Physical Address

304 North Cardinal St.
Dorchester Center, MA 02124

China leveraging Laos to link up its Southeast Asian economic interests

China aims to scale up infrastructure construction in uniquely strategic Laos to accelerate trade and investment throughout Southeast Asia as Chinese businesses scout for space to grow offshore, analysts said.
Chinese Premier Li Qiang said during a four-day visit to the Southeast Asian nation earlier this month that he would work with Lao officials to turn Laos from landlocked to “land-linked”, according to the Chinese Foreign Ministry.
Laos, relatively undeveloped and small at just 7.4 million people, matters to Beijing because it shares borders not only with China, but also with the larger Southeast Asian economies of Cambodia, Myanmar, Thailand and Vietnam.
“Laos is seen as a transport hub for China to export Chinese products to the other countries in the subregion and import products from those countries to China,” said Supitcha Punya, an assistant professor of political science and public administration with Chiang Mai University in Thailand.
China would eventually add roads, airports and dry ports tethered to a 400km, US$5.9 billion railway that was finished in 2021, the Asean+3 Macroeconomic Research Office (Amro) in Singapore said in January last year.
The additions would boost China’s economic reach in Southeast Asia for its own landlocked western regions, said Naubahar Sharif, head of public policy at the Hong Kong University of Science and Technology.
The 10-member Association of Southeast Asian Nations bloc has a combined population of about 673 million, including several manufacturing hubs and some of the world’s fastest growing economies.
Laos is the only Asean nation with a direct railway route from its capital, Vientiane, to China, Sharif added.
A Bangkok-Nong Khai high-speed railway in Thailand is expected to link with the tracks in Laos to make it a “transit point”, giving China access to the Gulf of Thailand, while also offering a “boost for seaborne trade”, Sharif said.
China is building much of the Thai railway and will help operate it.
Japan was Southeast Asia’s biggest provider of financial, infrastructure and technical help until the 2000s.
But for Chinese investors, Southeast Asia offers a haven from rising wages and operating costs at home, the consultancy firm Dezan Shira & Associates said.
China-Asean trade and investment has grown steadily since 2010, spurred by free-trade agreements and, since 2018, Chinese investors’ use of Southeast Asian bases to avoid US tariffs on direct shipments of exports.
Two-way trade reached US$911.7 billion in 2023, while Chinese direct investment in Asean last year jumped by more than 34% from 2022 to US$25.12 billion.
This month, China and Laos signed a joint statement aimed at improving a “connectivity development corridor” between the two countries and Thailand, according to the official Lao News Agency.
China’s official Xinhua News Agency said the two sides had agreed to work toward syncing the China-Laos Railway with the Thai railway system just across the Lao border.
The Beijing-based Asian Infrastructure Investment Bank is separately lending US$10 million for the Thanaleng dry port, a cargo terminal on the Lao side of the Mekong River boundary with Thailand.
In February, Laos opened its third-largest airport, Bokeo International, which took funding from a Chinese developer.
And the Mekong River that runs from China to four Southeast Asian countries, including Laos, represents “vital waterway with significant untapped potential for enhancing regional trade and transport networks” for China, Amro economist Poh Lynn Ng said.
China could use Laos to transport goods or people into Cambodia, where Chinese have invested heavily in property, analysts said.
In neighbouring Vietnam, a prime destination for Chinese manufacturers keen to sidestep the US-China trade war, officials have approved a high-speed rail project to be synced with tracks in China.
China particularly values the potential for agriculture, energy and tourism in Laos, Supitcha said.
Laotians, meanwhile, see China as a means to economic growth and job opportunities, the assistant professor said.
In August, Lao durian growers met Chinese importers to discuss shipping the pricey, pungent fruit to the lucrative China market, the Lao News Agency said.
It said that by 2029, Laos expected to harvest 270,000 durian trees for a crop worth more than US$155.5 million.
China and Laos would seek more trade and investment deals, especially in mining and industry, Beijing’s Foreign Ministry said.
“Laos is rich in natural resources, which are attractive for many investors, including Chinese ones,” Supitcha added.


● WORK TO BE COMPLETED: Write out nothing but the lines from the one containing "Localize each UI" through the last line below, both included, and without the pictures.

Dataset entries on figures
***

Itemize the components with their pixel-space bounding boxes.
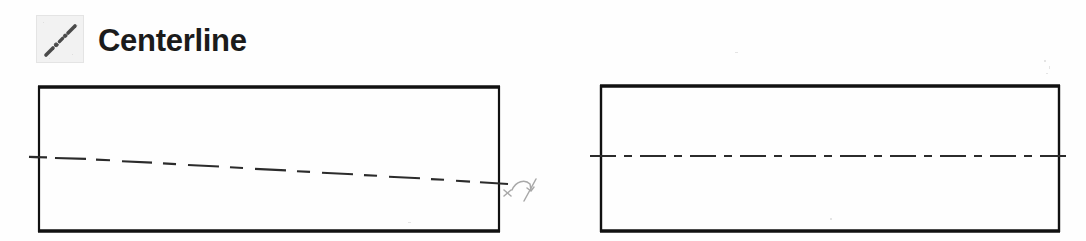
scan-speckle bbox=[408, 52, 1050, 223]
left-rectangle bbox=[38, 86, 500, 232]
left-centerline bbox=[30, 157, 508, 184]
left-view bbox=[29, 86, 536, 232]
centerline-swatch bbox=[36, 15, 84, 63]
centerline-dash-dot-icon bbox=[37, 16, 85, 64]
legend-row: Centerline bbox=[36, 14, 247, 64]
figure-root: Centerline bbox=[0, 0, 1086, 241]
legend-label: Centerline bbox=[98, 25, 247, 56]
right-view bbox=[590, 85, 1070, 232]
handwritten-correction-mark bbox=[504, 179, 536, 201]
right-rectangle bbox=[600, 85, 1060, 232]
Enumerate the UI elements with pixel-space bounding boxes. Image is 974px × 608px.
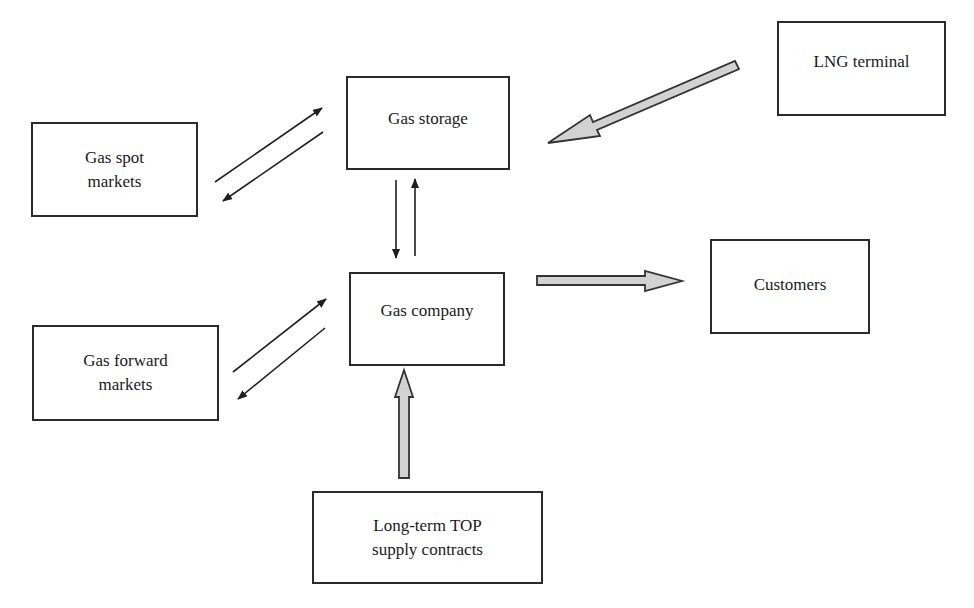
- node-customers: Customers: [710, 239, 870, 334]
- node-gas-spot-markets: Gas spot markets: [31, 122, 198, 217]
- node-label-line1: Gas spot: [85, 146, 144, 170]
- arrow-company-to-forward: [238, 328, 325, 399]
- node-label-line2: supply contracts: [372, 538, 483, 562]
- node-label-line2: markets: [88, 170, 142, 194]
- node-lng-terminal: LNG terminal: [777, 21, 946, 116]
- arrow-forward-to-company: [233, 299, 326, 372]
- block-arrow-top-to-company: [395, 370, 413, 478]
- arrow-spot-to-storage: [215, 108, 322, 182]
- node-gas-forward-markets: Gas forward markets: [32, 325, 219, 421]
- node-label-line1: Gas forward: [83, 349, 168, 373]
- node-gas-company: Gas company: [349, 272, 505, 366]
- block-arrow-lng-to-storage: [548, 61, 739, 143]
- node-gas-storage: Gas storage: [346, 76, 510, 170]
- arrow-storage-to-spot: [223, 132, 323, 201]
- block-arrow-company-to-customers: [537, 271, 682, 291]
- node-label: Gas company: [380, 299, 473, 323]
- node-label: LNG terminal: [814, 50, 910, 74]
- node-label: Gas storage: [388, 107, 468, 131]
- node-label-line2: markets: [99, 373, 153, 397]
- node-label-line1: Long-term TOP: [373, 514, 481, 538]
- diagram-canvas: Gas spot markets Gas storage LNG termina…: [0, 0, 974, 608]
- node-long-term-top-contracts: Long-term TOP supply contracts: [312, 491, 543, 584]
- node-label: Customers: [754, 273, 827, 297]
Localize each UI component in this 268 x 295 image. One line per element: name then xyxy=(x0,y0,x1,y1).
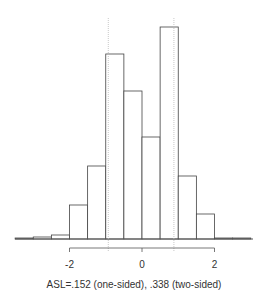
x-axis: -202 xyxy=(65,248,218,270)
histogram-bar xyxy=(196,214,214,239)
histogram-bars xyxy=(15,27,251,239)
asl-caption: ASL=.152 (one-sided), .338 (two-sided) xyxy=(0,279,268,290)
histogram-chart: -202 xyxy=(0,0,268,295)
x-tick-label: 2 xyxy=(212,259,218,270)
histogram-bar xyxy=(70,205,88,239)
histogram-bar xyxy=(124,91,142,239)
histogram-bar xyxy=(160,27,178,239)
x-tick-label: -2 xyxy=(65,259,74,270)
histogram-bar xyxy=(178,176,196,239)
histogram-bar xyxy=(142,137,160,239)
histogram-bar xyxy=(88,166,106,239)
x-tick-label: 0 xyxy=(139,259,145,270)
histogram-bar xyxy=(51,235,69,239)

***

● ANSWER SECTION:
Localize each UI component in this 268 x 295 image. One line per element: name then xyxy=(x0,y0,x1,y1).
x-axis: -202 xyxy=(65,248,218,270)
histogram-bar xyxy=(196,214,214,239)
histogram-bars xyxy=(15,27,251,239)
asl-caption: ASL=.152 (one-sided), .338 (two-sided) xyxy=(0,279,268,290)
histogram-chart: -202 xyxy=(0,0,268,295)
x-tick-label: 2 xyxy=(212,259,218,270)
histogram-bar xyxy=(70,205,88,239)
histogram-bar xyxy=(124,91,142,239)
histogram-bar xyxy=(160,27,178,239)
x-tick-label: -2 xyxy=(65,259,74,270)
histogram-bar xyxy=(178,176,196,239)
histogram-bar xyxy=(142,137,160,239)
histogram-bar xyxy=(88,166,106,239)
x-tick-label: 0 xyxy=(139,259,145,270)
histogram-bar xyxy=(51,235,69,239)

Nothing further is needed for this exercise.